The Cuban Roots of Mexican Presidential Candidate Lopez Obrador

Andrés Manuel López Obrador is the favorite to win the Mexican elections this Sunday. (EFE)

14ymedio bigger14ymedio, Ruben Cortes, Mexico, 28 June 2018 — It is impossible to separate Cuba from the political essence of Mexican presidential candidate Andrés Manuel López Obrador, often referred to as AMLO. In his 50s, he has only left Mexico twice: both times he went to Cuba

“López Obrador will be the person with the most moral and political authority in Mexico when the system collapses and, with him, the mafia of power,” Fidel Castro wrote before dying. “Commander Fidel is a social and political fighter of great dimensions,” said AMLO after the death of the Cuban dictator.

And the populist roots of AMLO come from Cuba, from Fidel’s political preceptor: Eduardo Chibás.

So just 130 miles from Cancun there have been no elections since 1947, thanks, precisely, to Chibas, one of the first populists of the continent and from whom AMLO takes his slogan of “Valiant Honesty.”

In 1945, with the motto “Shame versus money,” Chibás burst into Cuba’s democracy, the first in the continent to achieve the vote for women, eliminate racial segregation by law and establish the eight-hour workday, as well as benefits for the workers.

Populist and demagogue, Chibas fought against corruption and verbally assaulted his adversaries, riling up the crowds against institutions that had held seven free elections when, for example, in Mexico, there had been none.

The same institutions that had turned Cuba into one of the most prosperous countries in the world, and legalized the Communist Party, while 90 miles away in the United Statest the party was persecuted and some of its members were fried in the electric chair by McCarthyism.

But the populist Chibas insisted on the need for a “fourth transformation” in Cuba, leading the crowds as a great sower of distrust and suspicion in the already thriving Cuban democracy of the 1940s.

The flamboyant discourse of Chibás destroyed the political class and Cuban democratic institutions forever. As a systematic sniper at the system, he psychologically prepared the Cuban people for the acceptance of the end of the democratic life that had been built since 1902.

Chibás committed suicide on August 5, 1951, shooting himself in the stomach on a live a radio program, because he could not present evidence of corruption against a minister. With the end of his life the political party he had created with friends and family to win the presidency also ended.

And Cuba fell into chaos: Batista’s coup on March 10, 1952, Fidel Castro’s dictatorship in 1959, political persecutions, purges, exiles…

Today, AMLO revives that Cuban movie from Chibás, with his idea of the “fourth transformation of Mexico.” And those “transformations” (let’s not forget) are always demagogic ways of naming different types of dictatorships.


What the exercise asks
Drop every image, then reproduce the data exactly as given.

Information shown
»»
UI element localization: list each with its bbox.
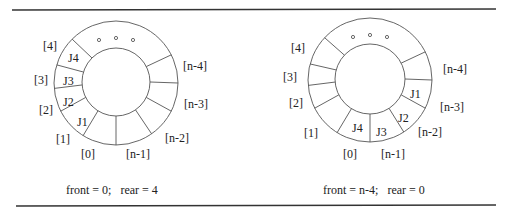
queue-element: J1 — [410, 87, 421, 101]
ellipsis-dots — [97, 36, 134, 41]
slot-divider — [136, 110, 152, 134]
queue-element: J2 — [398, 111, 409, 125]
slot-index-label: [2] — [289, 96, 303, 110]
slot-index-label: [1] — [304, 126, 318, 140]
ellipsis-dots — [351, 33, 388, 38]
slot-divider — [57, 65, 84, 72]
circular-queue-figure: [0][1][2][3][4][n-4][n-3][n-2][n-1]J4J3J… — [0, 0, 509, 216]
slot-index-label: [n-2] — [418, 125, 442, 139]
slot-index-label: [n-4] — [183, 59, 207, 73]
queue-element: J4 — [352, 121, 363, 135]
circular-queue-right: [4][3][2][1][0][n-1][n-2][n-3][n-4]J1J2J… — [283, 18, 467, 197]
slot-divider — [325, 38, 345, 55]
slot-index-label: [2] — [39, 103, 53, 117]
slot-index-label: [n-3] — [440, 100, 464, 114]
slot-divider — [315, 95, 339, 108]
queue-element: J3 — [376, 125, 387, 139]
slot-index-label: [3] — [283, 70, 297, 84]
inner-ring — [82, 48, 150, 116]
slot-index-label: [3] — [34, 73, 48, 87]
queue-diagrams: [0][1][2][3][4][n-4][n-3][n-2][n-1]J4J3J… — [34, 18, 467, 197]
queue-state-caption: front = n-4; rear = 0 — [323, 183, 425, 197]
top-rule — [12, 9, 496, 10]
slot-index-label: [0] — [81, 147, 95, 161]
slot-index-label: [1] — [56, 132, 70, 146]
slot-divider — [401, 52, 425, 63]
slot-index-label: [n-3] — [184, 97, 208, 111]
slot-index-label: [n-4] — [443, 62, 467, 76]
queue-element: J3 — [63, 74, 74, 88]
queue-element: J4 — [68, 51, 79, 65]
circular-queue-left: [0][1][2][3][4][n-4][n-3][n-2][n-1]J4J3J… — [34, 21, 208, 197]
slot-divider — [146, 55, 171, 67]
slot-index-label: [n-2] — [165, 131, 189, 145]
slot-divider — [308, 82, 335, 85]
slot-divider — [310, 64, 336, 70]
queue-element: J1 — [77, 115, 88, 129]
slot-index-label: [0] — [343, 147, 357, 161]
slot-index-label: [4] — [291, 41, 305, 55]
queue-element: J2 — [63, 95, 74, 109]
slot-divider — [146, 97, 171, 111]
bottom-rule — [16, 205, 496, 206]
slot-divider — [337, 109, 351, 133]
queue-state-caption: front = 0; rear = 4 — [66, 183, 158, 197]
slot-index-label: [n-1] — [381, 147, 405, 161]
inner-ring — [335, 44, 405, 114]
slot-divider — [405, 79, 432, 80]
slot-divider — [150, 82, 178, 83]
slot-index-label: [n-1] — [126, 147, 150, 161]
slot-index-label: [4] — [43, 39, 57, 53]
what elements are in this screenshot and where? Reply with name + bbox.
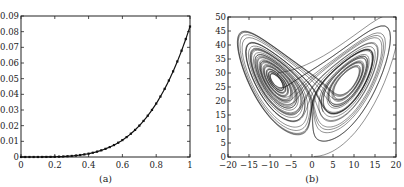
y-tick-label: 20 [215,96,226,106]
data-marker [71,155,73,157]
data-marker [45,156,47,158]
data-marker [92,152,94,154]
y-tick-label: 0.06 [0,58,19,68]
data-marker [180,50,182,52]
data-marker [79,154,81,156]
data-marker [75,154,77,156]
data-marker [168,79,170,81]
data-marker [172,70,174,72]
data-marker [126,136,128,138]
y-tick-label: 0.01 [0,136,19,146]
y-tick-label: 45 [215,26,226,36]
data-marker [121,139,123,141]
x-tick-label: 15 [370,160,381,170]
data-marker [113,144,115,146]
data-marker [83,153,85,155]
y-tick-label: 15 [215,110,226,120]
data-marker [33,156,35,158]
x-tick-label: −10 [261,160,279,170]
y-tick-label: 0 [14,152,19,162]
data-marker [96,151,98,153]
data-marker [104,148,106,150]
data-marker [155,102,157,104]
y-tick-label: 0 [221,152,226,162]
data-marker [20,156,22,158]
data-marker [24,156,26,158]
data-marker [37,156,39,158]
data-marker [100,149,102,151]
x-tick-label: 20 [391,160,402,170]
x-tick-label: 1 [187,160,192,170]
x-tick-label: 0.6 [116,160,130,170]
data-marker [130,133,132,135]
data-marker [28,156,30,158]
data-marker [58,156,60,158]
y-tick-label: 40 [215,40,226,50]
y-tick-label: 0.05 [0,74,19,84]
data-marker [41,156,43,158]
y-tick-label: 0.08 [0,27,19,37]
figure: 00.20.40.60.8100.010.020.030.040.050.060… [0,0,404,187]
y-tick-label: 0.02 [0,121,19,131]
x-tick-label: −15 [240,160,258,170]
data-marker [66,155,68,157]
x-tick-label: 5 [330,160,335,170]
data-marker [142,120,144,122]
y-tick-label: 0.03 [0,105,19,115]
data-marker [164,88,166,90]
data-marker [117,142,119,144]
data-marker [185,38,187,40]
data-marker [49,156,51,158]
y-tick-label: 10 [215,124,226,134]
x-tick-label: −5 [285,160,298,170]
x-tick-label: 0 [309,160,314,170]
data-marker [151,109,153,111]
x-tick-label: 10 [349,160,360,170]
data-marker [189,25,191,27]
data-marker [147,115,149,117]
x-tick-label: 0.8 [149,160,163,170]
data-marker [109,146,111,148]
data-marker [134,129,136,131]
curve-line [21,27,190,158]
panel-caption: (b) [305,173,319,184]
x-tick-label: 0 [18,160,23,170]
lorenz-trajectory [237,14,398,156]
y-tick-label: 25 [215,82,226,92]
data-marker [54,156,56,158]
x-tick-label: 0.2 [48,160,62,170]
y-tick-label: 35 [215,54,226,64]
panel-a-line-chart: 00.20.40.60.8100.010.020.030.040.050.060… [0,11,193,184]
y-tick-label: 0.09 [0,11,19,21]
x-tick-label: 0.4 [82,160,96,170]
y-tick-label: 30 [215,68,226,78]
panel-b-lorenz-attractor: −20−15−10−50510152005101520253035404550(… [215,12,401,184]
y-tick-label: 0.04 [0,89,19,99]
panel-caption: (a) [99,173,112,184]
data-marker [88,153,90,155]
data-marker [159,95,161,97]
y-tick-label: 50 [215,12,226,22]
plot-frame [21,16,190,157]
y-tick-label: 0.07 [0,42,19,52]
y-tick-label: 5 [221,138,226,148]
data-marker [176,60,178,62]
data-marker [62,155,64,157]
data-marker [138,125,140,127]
««
Task answer
UI element localization: list each with its bbox.
queue-element: J1 — [410, 87, 421, 101]
ellipsis-dots — [97, 36, 134, 41]
slot-divider — [136, 110, 152, 134]
queue-element: J2 — [398, 111, 409, 125]
slot-index-label: [2] — [289, 96, 303, 110]
slot-index-label: [1] — [304, 126, 318, 140]
ellipsis-dots — [351, 33, 388, 38]
slot-divider — [57, 65, 84, 72]
circular-queue-figure: [0][1][2][3][4][n-4][n-3][n-2][n-1]J4J3J… — [0, 0, 509, 216]
slot-index-label: [n-2] — [418, 125, 442, 139]
slot-index-label: [n-4] — [183, 59, 207, 73]
queue-element: J4 — [352, 121, 363, 135]
circular-queue-right: [4][3][2][1][0][n-1][n-2][n-3][n-4]J1J2J… — [283, 18, 467, 197]
slot-divider — [325, 38, 345, 55]
slot-index-label: [2] — [39, 103, 53, 117]
slot-index-label: [n-3] — [440, 100, 464, 114]
slot-divider — [315, 95, 339, 108]
queue-element: J3 — [376, 125, 387, 139]
slot-index-label: [3] — [283, 70, 297, 84]
inner-ring — [82, 48, 150, 116]
slot-index-label: [3] — [34, 73, 48, 87]
queue-diagrams: [0][1][2][3][4][n-4][n-3][n-2][n-1]J4J3J… — [34, 18, 467, 197]
queue-state-caption: front = n-4; rear = 0 — [323, 183, 425, 197]
top-rule — [12, 9, 496, 10]
slot-index-label: [0] — [81, 147, 95, 161]
slot-index-label: [1] — [56, 132, 70, 146]
slot-divider — [401, 52, 425, 63]
slot-index-label: [n-3] — [184, 97, 208, 111]
slot-index-label: [n-4] — [443, 62, 467, 76]
queue-element: J3 — [63, 74, 74, 88]
queue-element: J4 — [68, 51, 79, 65]
circular-queue-left: [0][1][2][3][4][n-4][n-3][n-2][n-1]J4J3J… — [34, 21, 208, 197]
slot-divider — [146, 55, 171, 67]
slot-index-label: [n-2] — [165, 131, 189, 145]
slot-divider — [308, 82, 335, 85]
slot-divider — [310, 64, 336, 70]
queue-element: J1 — [77, 115, 88, 129]
slot-index-label: [0] — [343, 147, 357, 161]
slot-index-label: [4] — [291, 41, 305, 55]
queue-element: J2 — [63, 95, 74, 109]
slot-divider — [146, 97, 171, 111]
bottom-rule — [16, 205, 496, 206]
slot-divider — [337, 109, 351, 133]
queue-state-caption: front = 0; rear = 4 — [66, 183, 158, 197]
slot-index-label: [n-1] — [381, 147, 405, 161]
inner-ring — [335, 44, 405, 114]
slot-divider — [405, 79, 432, 80]
slot-divider — [150, 82, 178, 83]
slot-index-label: [n-1] — [126, 147, 150, 161]
slot-index-label: [4] — [43, 39, 57, 53]
what elements are in this screenshot and where? Reply with name + bbox.
y-tick-label: 20 [215,96,226,106]
data-marker [71,155,73,157]
data-marker [45,156,47,158]
data-marker [92,152,94,154]
y-tick-label: 0.06 [0,58,19,68]
data-marker [180,50,182,52]
data-marker [79,154,81,156]
data-marker [75,154,77,156]
data-marker [168,79,170,81]
data-marker [172,70,174,72]
data-marker [126,136,128,138]
y-tick-label: 0.01 [0,136,19,146]
y-tick-label: 45 [215,26,226,36]
data-marker [121,139,123,141]
x-tick-label: 15 [370,160,381,170]
data-marker [113,144,115,146]
data-marker [83,153,85,155]
y-tick-label: 15 [215,110,226,120]
data-marker [33,156,35,158]
x-tick-label: −10 [261,160,279,170]
y-tick-label: 0 [14,152,19,162]
data-marker [96,151,98,153]
data-marker [104,148,106,150]
data-marker [155,102,157,104]
y-tick-label: 0 [221,152,226,162]
data-marker [20,156,22,158]
data-marker [24,156,26,158]
data-marker [37,156,39,158]
data-marker [100,149,102,151]
x-tick-label: 20 [391,160,402,170]
x-tick-label: 1 [187,160,192,170]
x-tick-label: 0.6 [116,160,130,170]
data-marker [130,133,132,135]
data-marker [28,156,30,158]
data-marker [58,156,60,158]
y-tick-label: 40 [215,40,226,50]
y-tick-label: 0.05 [0,74,19,84]
data-marker [41,156,43,158]
y-tick-label: 0.08 [0,27,19,37]
figure: 00.20.40.60.8100.010.020.030.040.050.060… [0,0,404,187]
y-tick-label: 0.02 [0,121,19,131]
x-tick-label: −15 [240,160,258,170]
data-marker [66,155,68,157]
x-tick-label: 5 [330,160,335,170]
data-marker [142,120,144,122]
y-tick-label: 0.03 [0,105,19,115]
data-marker [164,88,166,90]
data-marker [117,142,119,144]
data-marker [185,38,187,40]
data-marker [49,156,51,158]
y-tick-label: 10 [215,124,226,134]
x-tick-label: −5 [285,160,298,170]
x-tick-label: 0 [309,160,314,170]
data-marker [151,109,153,111]
x-tick-label: 10 [349,160,360,170]
data-marker [189,25,191,27]
data-marker [147,115,149,117]
x-tick-label: 0.8 [149,160,163,170]
data-marker [109,146,111,148]
data-marker [134,129,136,131]
curve-line [21,27,190,158]
panel-caption: (b) [305,173,319,184]
x-tick-label: 0 [18,160,23,170]
lorenz-trajectory [237,14,398,156]
y-tick-label: 25 [215,82,226,92]
data-marker [54,156,56,158]
x-tick-label: 0.2 [48,160,62,170]
y-tick-label: 35 [215,54,226,64]
panel-a-line-chart: 00.20.40.60.8100.010.020.030.040.050.060… [0,11,193,184]
y-tick-label: 0.09 [0,11,19,21]
x-tick-label: 0.4 [82,160,96,170]
y-tick-label: 30 [215,68,226,78]
panel-b-lorenz-attractor: −20−15−10−50510152005101520253035404550(… [215,12,401,184]
y-tick-label: 0.04 [0,89,19,99]
panel-caption: (a) [99,173,112,184]
data-marker [88,153,90,155]
data-marker [159,95,161,97]
y-tick-label: 50 [215,12,226,22]
plot-frame [21,16,190,157]
y-tick-label: 0.07 [0,42,19,52]
y-tick-label: 5 [221,138,226,148]
data-marker [176,60,178,62]
data-marker [62,155,64,157]
data-marker [138,125,140,127]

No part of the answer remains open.